--- What you have to do ---
Only the lines from the one containing "reading: 136 °F" through the end of the entries are to be copied, exactly and without pictures, please.

Records for this task Block Start

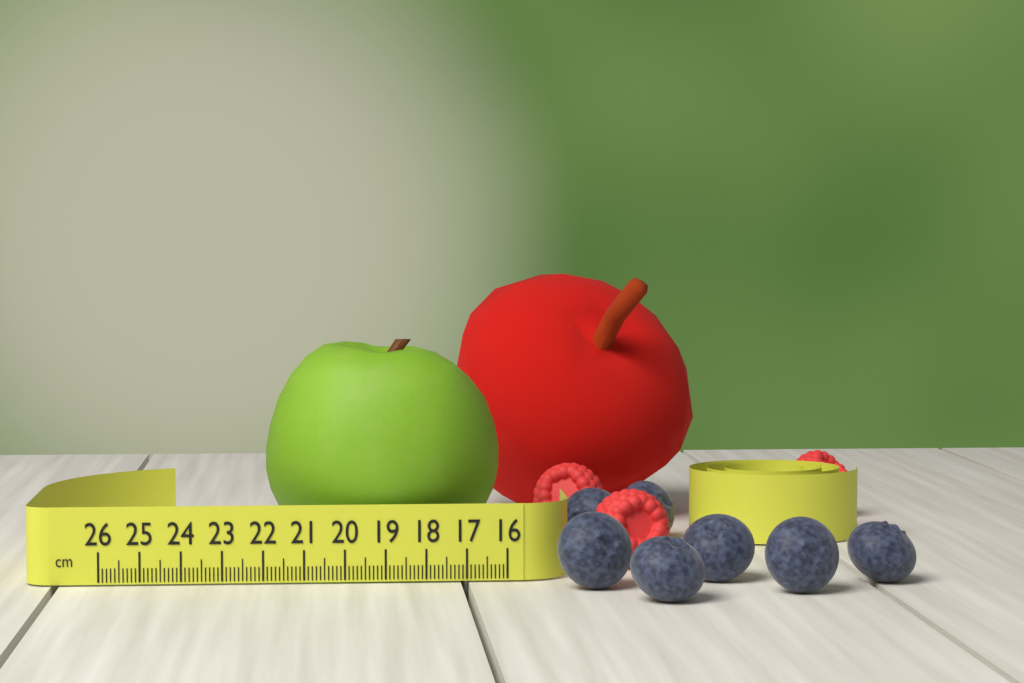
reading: 22.0 cm
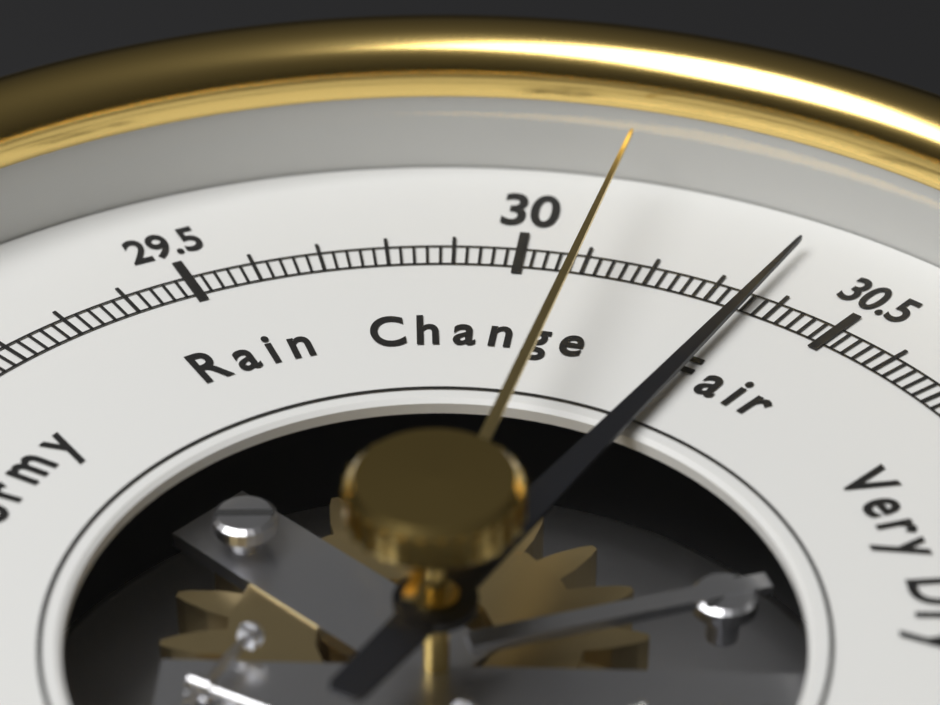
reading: 30.36 inHg
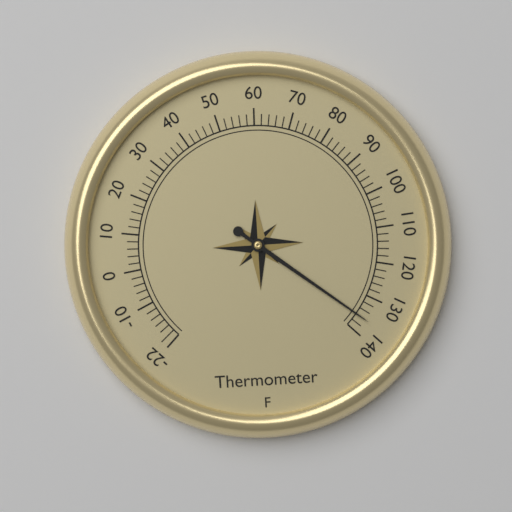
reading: 136 °F
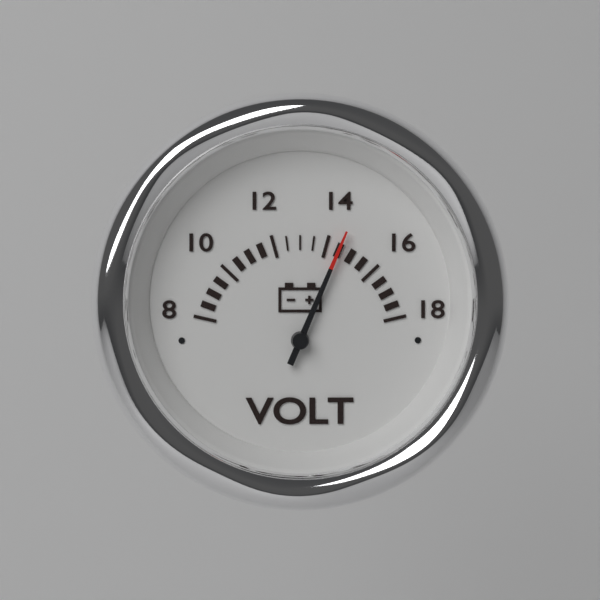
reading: 14.5 V
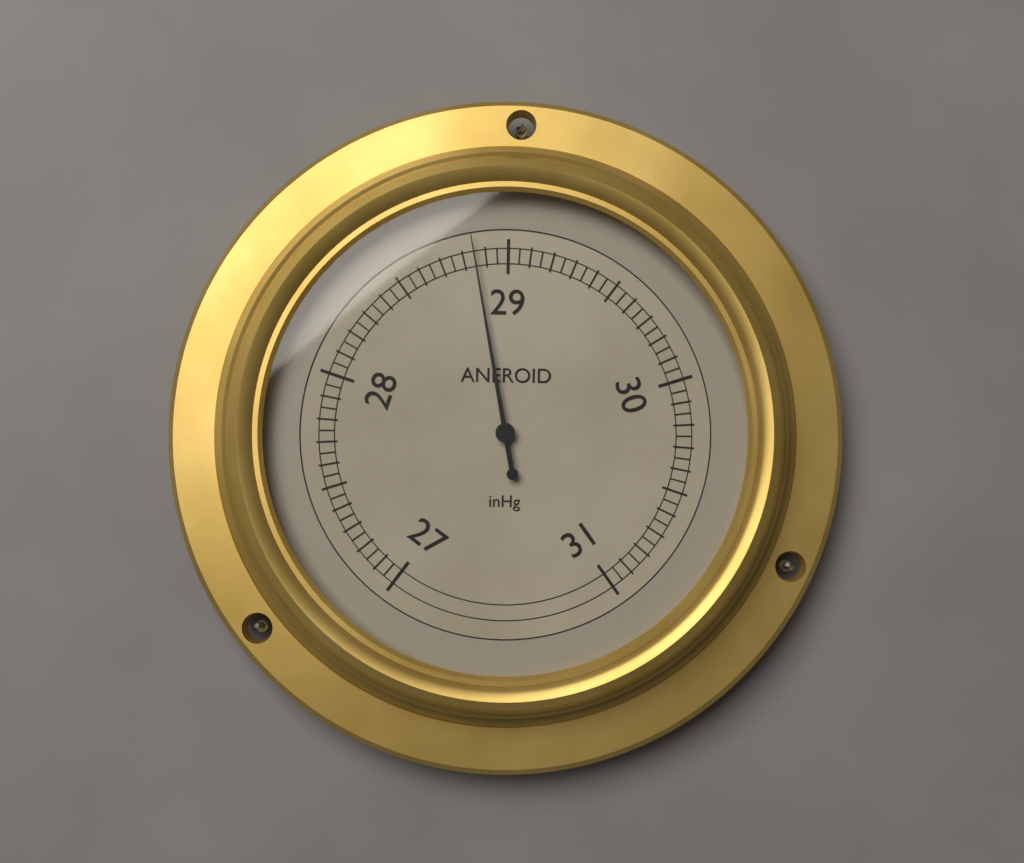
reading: 28.85 inHg
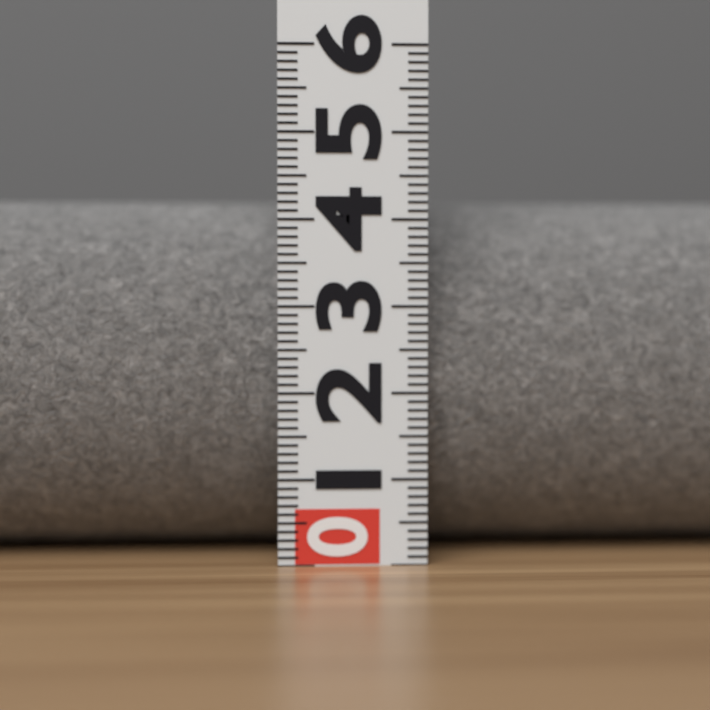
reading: 4.3 (no unit)
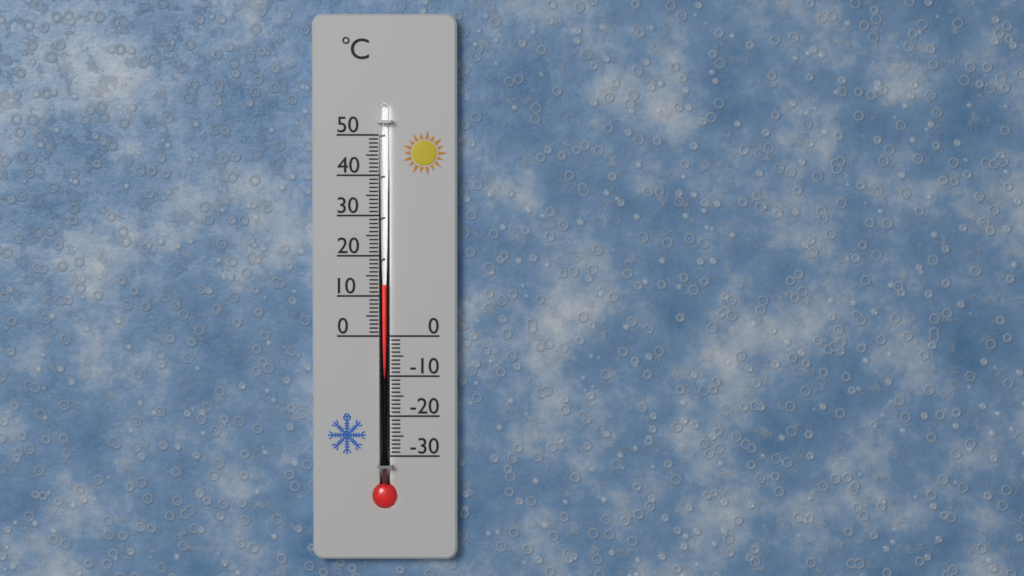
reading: 13 °C
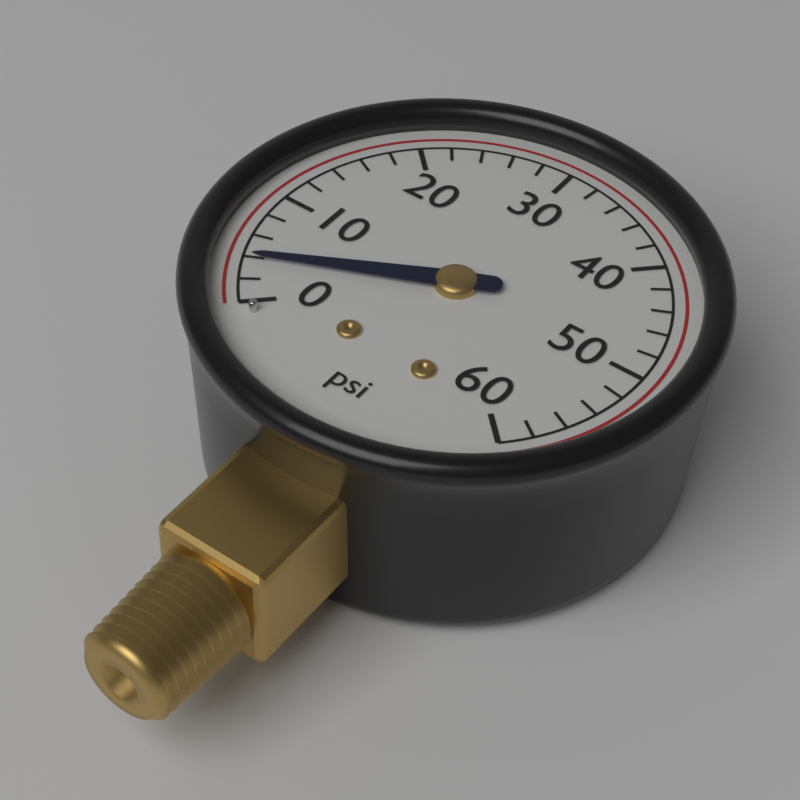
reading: 4 psi
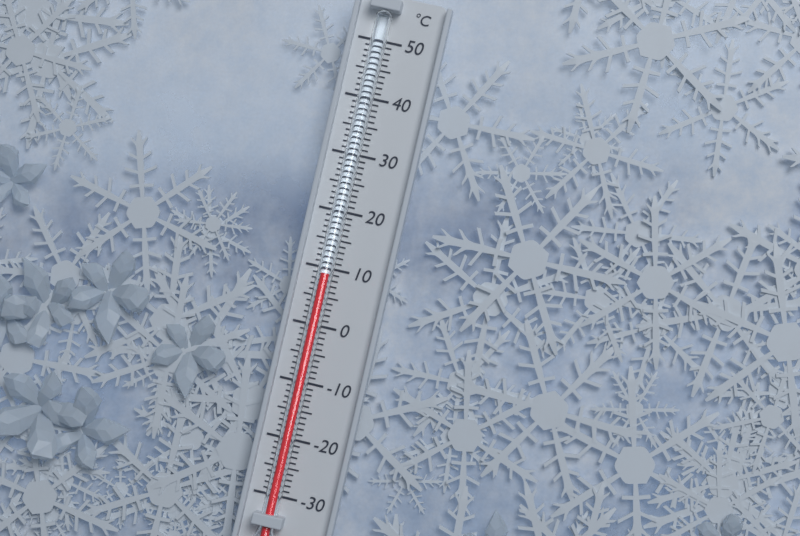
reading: 9 °C
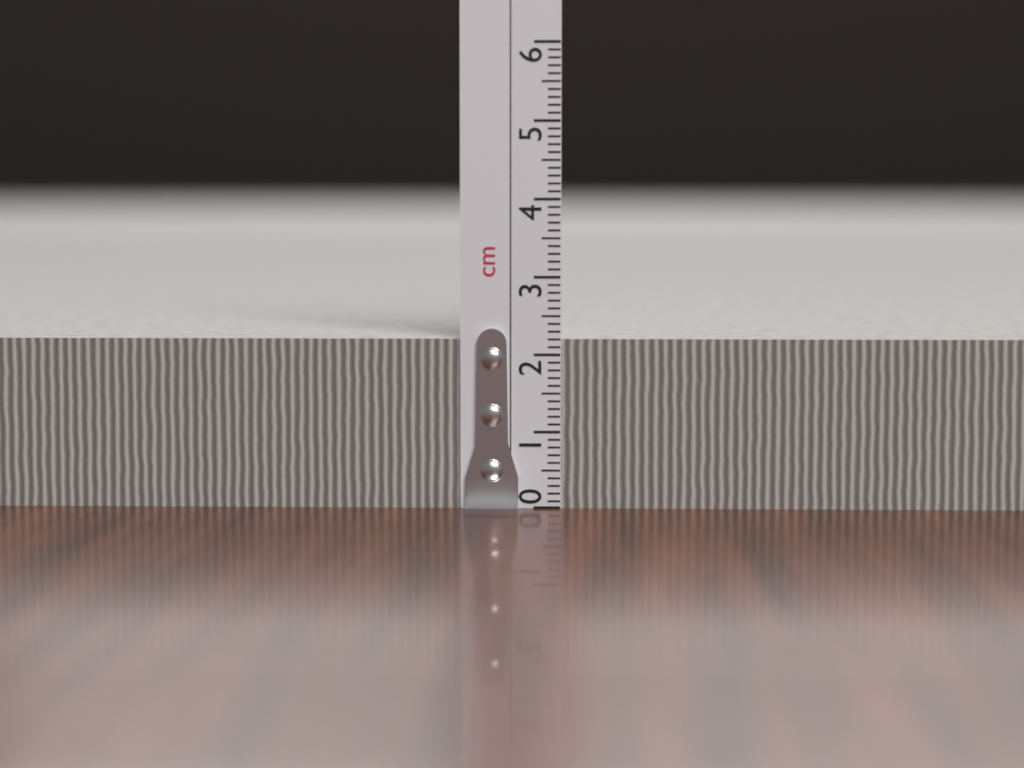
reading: 2.2 cm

Records for this task Block End

--- Response below ---
reading: 136 °F
reading: 14.5 V
reading: 28.85 inHg
reading: 4.3 (no unit)
reading: 13 °C
reading: 4 psi
reading: 9 °C
reading: 2.2 cm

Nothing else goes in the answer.